11:00-12:00   Room #123 (Graduate School of Math. Sci. Bldg.)
Alexander Bertoloni Meli (University of California, Berkeley)
The Cohomology of Rapoport-Zink Spaces of EL-Type

[ Abstract ]
I will discuss Rapoport-Zink spaces of EL-type and how to explicitly compute a certain variant of their cohomology in terms of the local Langlands correspondence for general linear groups. I will then show how this computation can be used to resolve certain cases of a conjecture of Harris.

2018/05/09

Number Theory Seminar

17:30-18:30   Room #056 (Graduate School of Math. Sci. Bldg.)
Sug Woo Shin (University of California, Berkeley)
Endoscopy and cohomology of U(n-1,1) (ENGLISH)
[ Abstract ]
We apply the endoscopic classification of automorphic representations for inner forms of unitary groups to bound the growth of cohomology in congruence towers of locally symmetric spaces associated with U(n-1,1). Our bound is sharper than the bound predicted by Sarnak-Xue for general locally symmetric spaces. This is joint work with Simon Marshall.

FMSP Lectures

15:00-17:00   Room #123 (Graduate School of Math. Sci. Bldg.)
Sug Woo Shin (University of California, Berkeley)
Introduction to the Langlands-Rapoport conjecture (ENGLISH)
[ Abstract ]
In 1970s Langlands envisioned a program to compute the Hasse-Weil zeta functions of Shimura varieties as an alternating product of automorphic L-functions, which in particular implies the meromorphic continuation and functional equation for the zeta functions. In 1987, Langlands and Rapoport formulated a precise and far-reaching conjecture describing the set of points of Shimura varieties modulo p as an essential step towards the goal. The program has been largely carried out by Langlands, Kottwitz, and others for PEL-type Shimura varieties with striking applications to the local and global Langlands correspondences (which in turn led to further applications). We have started to understand the more general Hodge-type and abelian-type cases only recently, thanks to Kisin's work on the Langlands-Rapoport conjecture in the good reduction case. The lecture aims to give a gentle introduction to his seminal paper.

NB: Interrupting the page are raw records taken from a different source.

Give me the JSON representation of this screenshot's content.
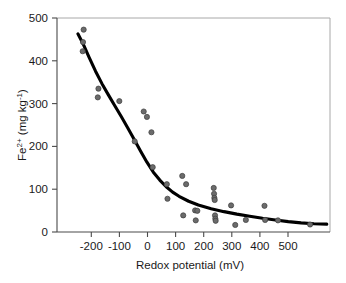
{
  "chart_data": {
    "type": "scatter",
    "title": "",
    "xlabel": "Redox potential (mV)",
    "ylabel_parts": {
      "base": "Fe",
      "superscript": "2+",
      "units_open": " (mg kg",
      "units_exp": "-1",
      "units_close": ")"
    },
    "ylabel": "Fe2+ (mg kg-1)",
    "xlim": [
      -280,
      570
    ],
    "ylim": [
      -15,
      500
    ],
    "xticks": [
      -200,
      -100,
      0,
      100,
      200,
      300,
      400,
      500
    ],
    "yticks": [
      0,
      100,
      200,
      300,
      400,
      500
    ],
    "xtick_labels": [
      "-200",
      "-100",
      "0",
      "100",
      "200",
      "300",
      "400",
      "500"
    ],
    "ytick_labels": [
      "0",
      "100",
      "200",
      "300",
      "400",
      "500"
    ],
    "grid": false,
    "legend": false,
    "marker": {
      "shape": "circle",
      "fill_color": "#6b6b6b",
      "edge_color": "#3d3d3d",
      "size_px": 5.2
    },
    "points": [
      {
        "x": -197,
        "y": 472
      },
      {
        "x": -199,
        "y": 442
      },
      {
        "x": -200,
        "y": 420
      },
      {
        "x": -151,
        "y": 330
      },
      {
        "x": -153,
        "y": 309
      },
      {
        "x": -86,
        "y": 300
      },
      {
        "x": -38,
        "y": 203
      },
      {
        "x": -10,
        "y": 275
      },
      {
        "x": 0,
        "y": 262
      },
      {
        "x": 14,
        "y": 225
      },
      {
        "x": 18,
        "y": 141
      },
      {
        "x": 62,
        "y": 100
      },
      {
        "x": 64,
        "y": 65
      },
      {
        "x": 110,
        "y": 120
      },
      {
        "x": 113,
        "y": 25
      },
      {
        "x": 122,
        "y": 100
      },
      {
        "x": 150,
        "y": 37
      },
      {
        "x": 152,
        "y": 13
      },
      {
        "x": 157,
        "y": 36
      },
      {
        "x": 208,
        "y": 91
      },
      {
        "x": 209,
        "y": 77
      },
      {
        "x": 210,
        "y": 67
      },
      {
        "x": 211,
        "y": 62
      },
      {
        "x": 212,
        "y": 25
      },
      {
        "x": 213,
        "y": 17
      },
      {
        "x": 214,
        "y": 12
      },
      {
        "x": 262,
        "y": 49
      },
      {
        "x": 275,
        "y": 2
      },
      {
        "x": 308,
        "y": 14
      },
      {
        "x": 366,
        "y": 48
      },
      {
        "x": 368,
        "y": 14
      },
      {
        "x": 408,
        "y": 13
      },
      {
        "x": 508,
        "y": 3
      }
    ],
    "fit_curve": {
      "description": "decreasing sigmoid/exponential fit line",
      "color": "#000000",
      "points": [
        {
          "x": -215,
          "y": 462
        },
        {
          "x": -200,
          "y": 440
        },
        {
          "x": -180,
          "y": 405
        },
        {
          "x": -160,
          "y": 372
        },
        {
          "x": -140,
          "y": 342
        },
        {
          "x": -120,
          "y": 315
        },
        {
          "x": -100,
          "y": 289
        },
        {
          "x": -80,
          "y": 263
        },
        {
          "x": -60,
          "y": 236
        },
        {
          "x": -40,
          "y": 208
        },
        {
          "x": -20,
          "y": 180
        },
        {
          "x": 0,
          "y": 153
        },
        {
          "x": 20,
          "y": 129
        },
        {
          "x": 40,
          "y": 110
        },
        {
          "x": 60,
          "y": 94
        },
        {
          "x": 80,
          "y": 81
        },
        {
          "x": 100,
          "y": 71
        },
        {
          "x": 130,
          "y": 59
        },
        {
          "x": 160,
          "y": 50
        },
        {
          "x": 200,
          "y": 41
        },
        {
          "x": 240,
          "y": 34
        },
        {
          "x": 280,
          "y": 28
        },
        {
          "x": 320,
          "y": 23
        },
        {
          "x": 360,
          "y": 18
        },
        {
          "x": 400,
          "y": 14
        },
        {
          "x": 440,
          "y": 10
        },
        {
          "x": 480,
          "y": 7
        },
        {
          "x": 520,
          "y": 5
        },
        {
          "x": 560,
          "y": 4
        }
      ]
    }
  }
}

After a brief introduction, the lecture is divided into four parts.
(i) Shimura varieties: We introduce Shimura varieties of Hodge type and abelian type and their integral models.
(ii) Statement of the conjecture: After setting up the language of
Galois gerbs, we state the Langlands-Rapoport conjecture.
(iii) Sketch of Kisin's proof: We sketch Kisin's proof of the conjecture for Shimura varieties of Hodge type.
(iv) Counting fixed points: Following forthcoming work of Kisin, Y. Zhu, and the speaker, we explain how to apply the Langlands-Rapoport conjecture to count fixed-points of
Hecke-Frobenius correspondences.
[ Reference URL ]
http://fmsp.ms.u-tokyo.ac.jp/FMSPLectures_SugWooShin.pdf

Operator Algebra Seminars

16:45-18:15   Room #126 (Graduate School of Math. Sci. Bldg.)
Yusuke Isono (RIMS, Kyoto Univ.)
Factoriality, Connes' invariants and fullness of amalgamated free products (English)

2018/05/08

FMSP Lectures

15:00-17:00   Room #123 (Graduate School of Math. Sci. Bldg.)
Sug Woo Shin (University of California, Berkeley)
Introduction to the Langlands-Rapoport conjecture (ENGLISH)
[ Abstract ]
In 1970s Langlands envisioned a program to compute the Hasse-Weil zeta functions of Shimura varieties as an alternating product of automorphic L-functions, which in particular implies the meromorphic continuation and functional equation for the zeta functions. In 1987, Langlands and Rapoport formulated a precise and far-reaching conjecture describing the set of points of Shimura varieties modulo p as an essential step towards the goal. The program has been largely carried out by Langlands, Kottwitz, and others for PEL-type Shimura varieties with striking applications to the local and global Langlands correspondences (which in turn led to further applications). We have started to understand the more general Hodge-type and abelian-type cases only recently, thanks to Kisin's work on the Langlands-Rapoport conjecture in the good reduction case. The lecture aims to give a gentle introduction to his seminal paper. After a brief introduction, the lecture is divided into four parts.
(i) Shimura varieties: We introduce Shimura varieties of Hodge type and abelian type and their integral models.
(ii) Statement of the conjecture: After setting up the language of
Galois gerbs, we state the Langlands-Rapoport conjecture.
(iii) Sketch of Kisin's proof: We sketch Kisin's proof of the conjecture for Shimura varieties of Hodge type.
(iv) Counting fixed points: Following forthcoming work of Kisin, Y. Zhu, and the speaker, we explain how to apply the Langlands-Rapoport conjecture to count fixed-points of
Hecke-Frobenius correspondences.
[ Reference URL ]
http://fmsp.ms.u-tokyo.ac.jp/FMSPLectures_SugWooShin.pdf

Tuesday Seminar on Topology

17:00-18:30   Room #056 (Graduate School of Math. Sci. Bldg.)
Dan Cristofaro-Gardiner (University of California, Santa Cruz)
Beyond the Weinstein conjecture (ENGLISH)
[ Abstract ]
The Weinstein conjecture states that any Reeb vector field on a closed manifold has at least one closed orbit. The three-dimensional case of this conjecture was proved by Taubes in 2007, and Hutchings and I later showed that in this case there are always at least 2 orbits. While examples exist with exactly two orbits, one expects that this lower bound can be significantly improved with additional assumptions. For example, a theorem of Hofer, Wysocki, and Zehnder states that a generic nondegenerate Reeb vector field associated to the "standard" contact structure on $S^3$ has either 2, or infinitely many, closed orbits. We prove that any nondegenerate Reeb vector field has 2 or infinitely many closed orbits as long as the associated contact structure has torsion first Chern class. This is joint work with Mike Hutchings and Dan Pomerleano.